For weeks on end earlier this year, CIT, a new partner for Operation HOPE, its CEO and senior management team were getting buffeted by what appeared to be unrelenting criticism as they sought to restructure the company and its balance sheet, for this post-economic crisis environment. An operating environment when the Wall Street secondary market seemed to almost disappear literally overnight.  I decided to write this piece to tell a little piece of the important untold story about CIT.  You see, it was during this same period that CIT, and its management and board, showed their true character to me, my board and my management team.

CIT had earlier in the year made a commitment in support of the work of Operation HOPE; in particular our increasingly important Mortgage HOPE Crisis Hotline (888-388-HOPE), which has fielded more than 70,000 incoming calls and restructured more than $250 million in mortgages, tied to the sub-prime and now prime mortgage crisis.
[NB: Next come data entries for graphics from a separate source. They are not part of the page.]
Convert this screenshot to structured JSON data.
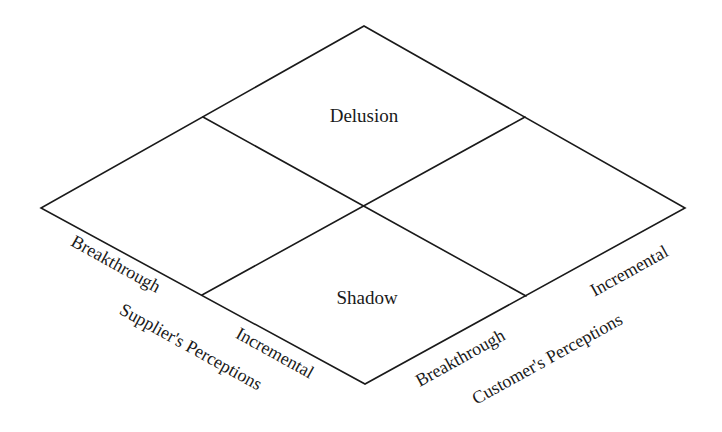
{
  "diagram": {
    "type": "rotated 2x2 matrix",
    "quadrants": {
      "top": "Delusion",
      "bottom": "Shadow",
      "left": "",
      "right": ""
    },
    "supplier_axis": {
      "title": "Supplier's Perceptions",
      "low": "Breakthrough",
      "high": "Incremental"
    },
    "customer_axis": {
      "title": "Customer's Perceptions",
      "low": "Breakthrough",
      "high": "Incremental"
    }
  },
  "colors": {
    "line": "#1a1a1a",
    "text": "#1a1a1a",
    "background": "#ffffff"
  }
}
As CIT's challenges seemed to only broaden and deepen according to some media reports, privately our call volume at Operation HOPE only increased during the same period. And while we needed CIT and other HOPE Partners to keep commitments made to us (and by extension those that we serve), we could not in good conscious press CIT to focus on our partnership.  That would have been immensely selfish on our part, and not at all considerate of all that CIT was going through.  All this said, in the end Operation HOPE did not have to do a thing.  

Displaying an impressive combination of corporate ethics, stability under pressure, and an ability to focus and multi-task priorities, even while the world was shouting substantive distractions at them, CIT made good on its commitment to HOPE and the people we serve. 
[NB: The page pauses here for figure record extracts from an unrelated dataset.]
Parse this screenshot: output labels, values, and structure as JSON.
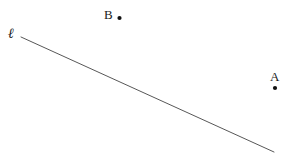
{
  "figure": {
    "width": 297,
    "height": 163,
    "background_color": "#ffffff",
    "stroke_color": "#3a3a3a",
    "text_color": "#1a1a1a"
  },
  "line": {
    "label": "ℓ",
    "label_name": "script-ell",
    "x1": 21,
    "y1": 37,
    "x2": 274,
    "y2": 152,
    "stroke_width": 0.9,
    "stroke_color": "#444444"
  },
  "points": [
    {
      "label": "A",
      "label_x": 270,
      "label_y": 70,
      "dot_x": 275,
      "dot_y": 88,
      "dot_radius": 2.1,
      "color": "#111111"
    },
    {
      "label": "B",
      "label_x": 104,
      "label_y": 8,
      "dot_x": 119.5,
      "dot_y": 18,
      "dot_radius": 2.1,
      "color": "#111111"
    }
  ]
}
The company and its management team did this – and this is the really impressive part - without fanfare, without press release, and without asking for credit.  They simply did it because they made a commitment and intended to keep it, and because it was the right thing to do.

Of course, I am not saying that CIT, Jeff Peek and others at the company are perfect. They are not. None of us are.  We are all human.  But I am interested not so much in their mistakes, nor their problems, per se, but how they respond to them.  How they manage in challenging times.  Decisions they made, particularly with respect to those less than, when no one was looking.  To date, they have passed all of these tests in my book, with flying colors.  I now understand, much more clearly, why a man I respect, Stephen Ryan, Esq, a member of my board of directors in the Mid-Atlantic states, respects CIT and its people so much.

It is easy to jump on people and to criticize them when they do wrong, but I believe it is equally important to commend leaders, and to thank them, when they do right.  And this is why I writing this today.  To commend, and thank, these leaders for doing it right — when they didn't have to.  Rainbows after storms. You cannot have a rainbow, without a storm first.

Onward with HOPE

John Hope Bryant

Operation HOPE has served more than one million individuals to date with financial literacy empowerment services throughout the United States and South Africa.